Santa Monica based club for anybody who can say they have visited one hundred countries, and pay the necessary dues ($100 initiation fee, plus $50/$40/$30 a year for US residents/non-US residents/spouses of US residents). Obviously these people have money to blow. Website: www.travelerscenturyclub.org/

Membership provides a monthly magazine (The Centurion) and a few luncheons a year ($50 for members), allowing you to hobnob with other well-travelled people and compete to say who has been to the most isolated or challenging parts of the world. Tellingly, one issue of The Centurion contains a message passed on from the US Air Force not to bug them about getting permission to land at Wake Island.

The club actually defines 317 places as "countries". Smaller territories that are removed from the larger mainland of their own state "either geographically, politically or ethnologically" are considered countries in their own right. So Alaska, The Isle of Mann, Tasmania and the European part of Turkey are considered countries. This leads to some contention as to what constitutes a country (Palestine is in, but not the Gaza Strip or West Bank), so the club has defined some guidelines. These arguments probably are a welcome break from all those slide shows members show each other.
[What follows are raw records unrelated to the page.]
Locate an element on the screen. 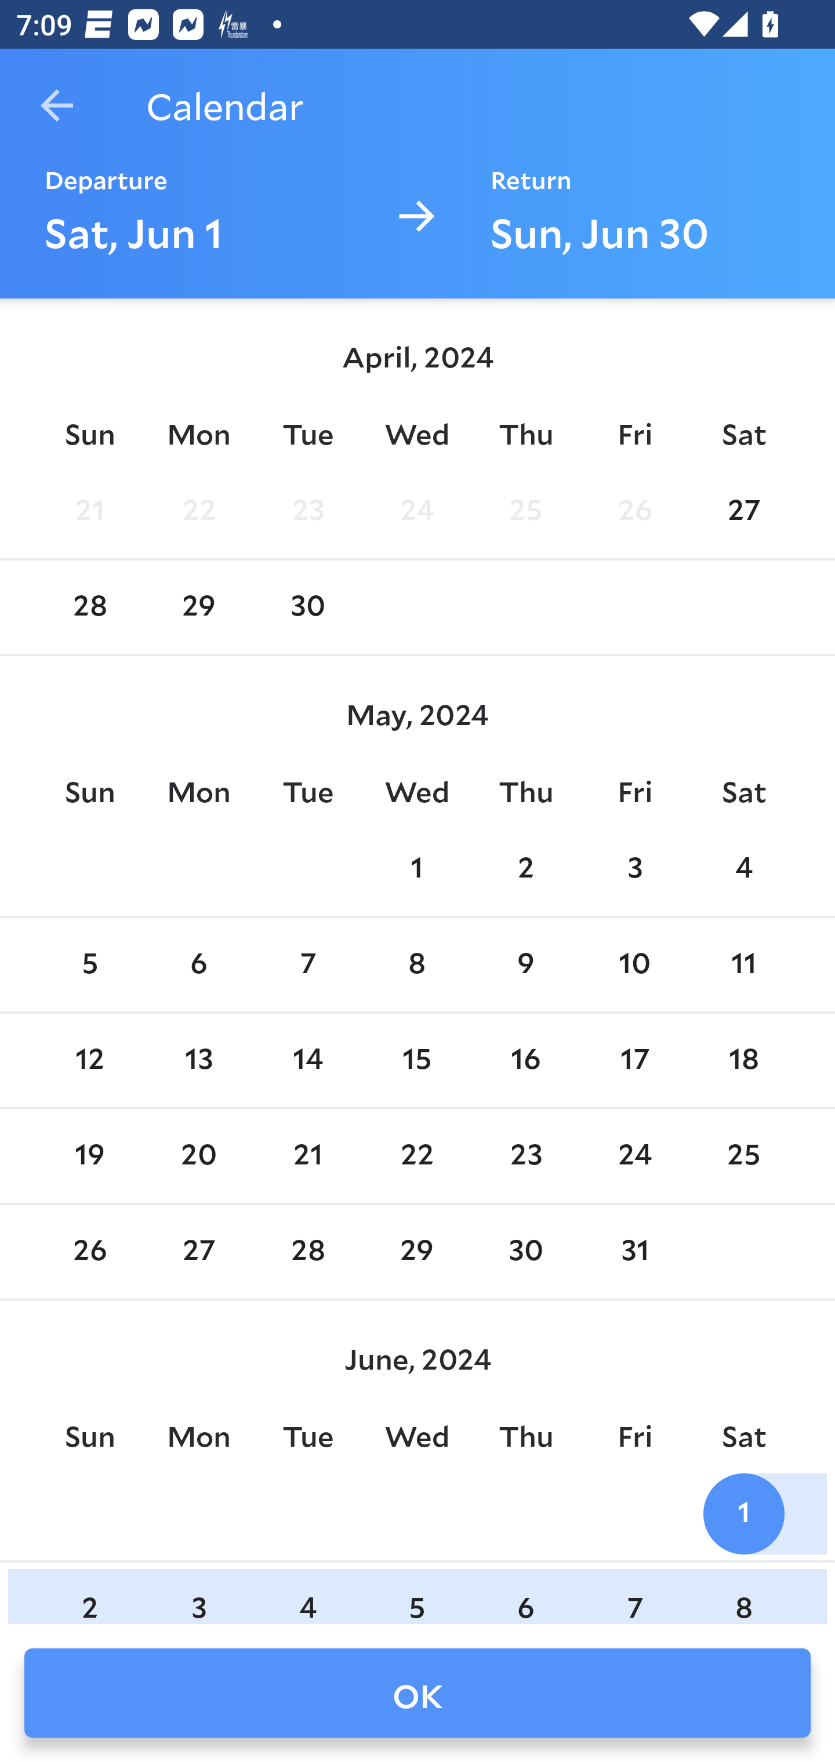  19 is located at coordinates (89, 1156).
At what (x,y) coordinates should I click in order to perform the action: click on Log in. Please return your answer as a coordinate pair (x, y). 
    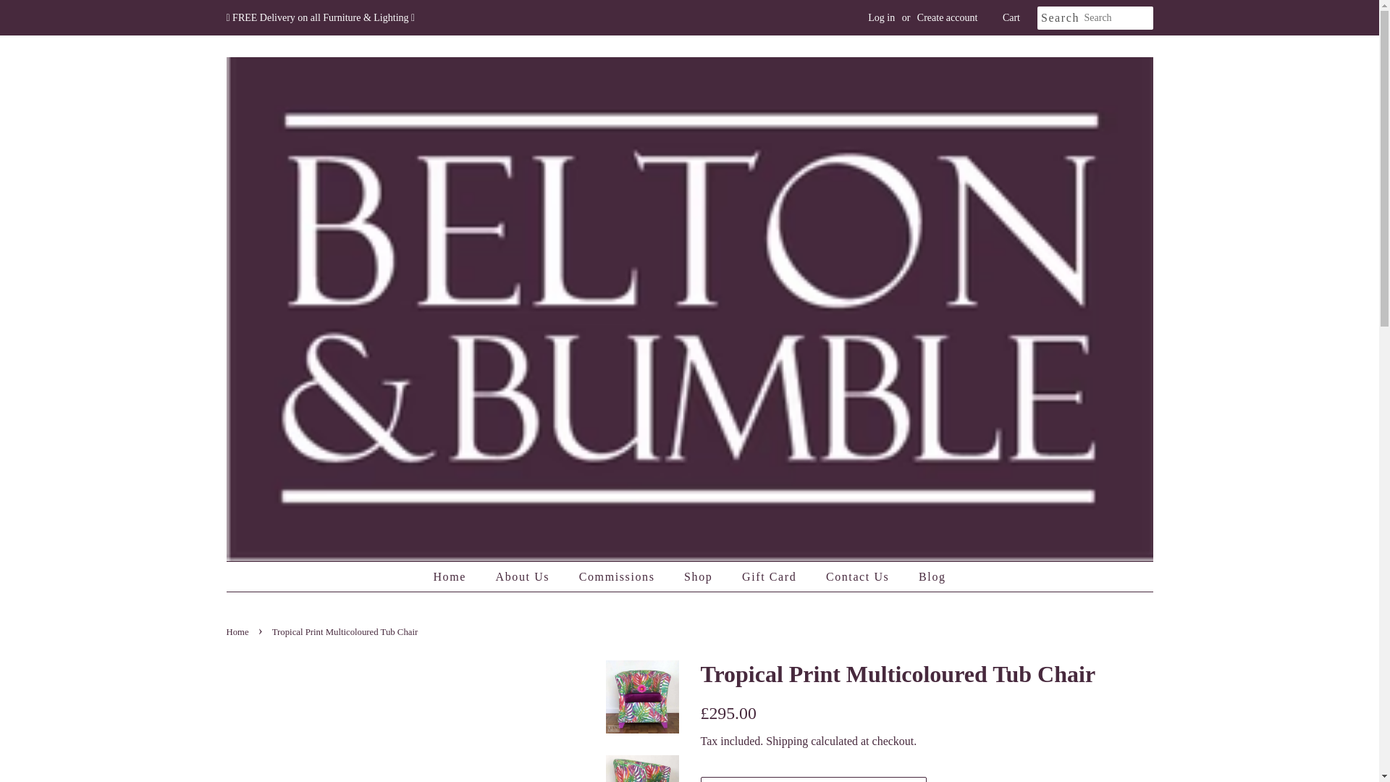
    Looking at the image, I should click on (881, 17).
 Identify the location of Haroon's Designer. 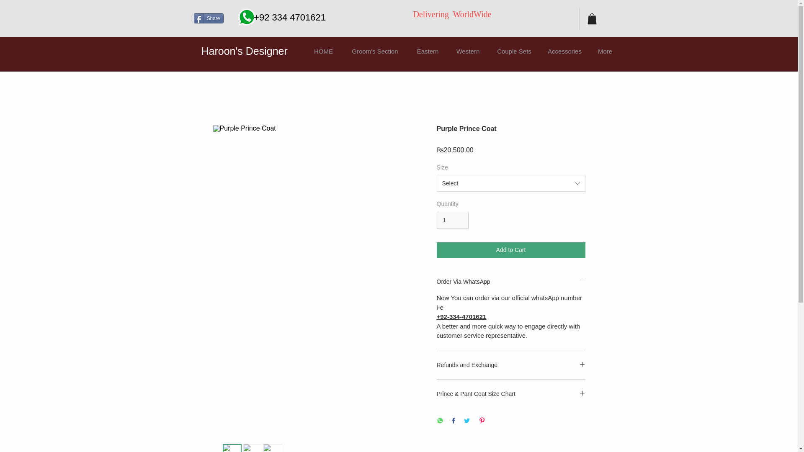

I first heard about the club when I was fourteen from a friend of my father, and I thought that it would be kinda cool. So at that point it became my mission in life to visit one hundred countries. For almost twenty years I have arranged my travel to ensure I make as many border crossings into new countries as possible. I managed to notch up four countries (Finland and the Baltics) in twenty four hours by getting the right bus/boat/bus connections. Just think - I could have been bored out of my brains touring Orthodox churches in the Ukraine, but instead I used my time wisely. In 1999, thanks to the effort of all those activists and whatnot, East Timor was liberated and I was able to hop over from Darwin and scratch another country. In 2002 I crossed the US border at San Ysidro and spent a night in Ensenada - got Mexico done. Now I am planning to do a royal flush by hitching a yacht in the east Carribean and doing all those lil' islands.

Fifty three countries done and counting, before I get to meet my soulmates.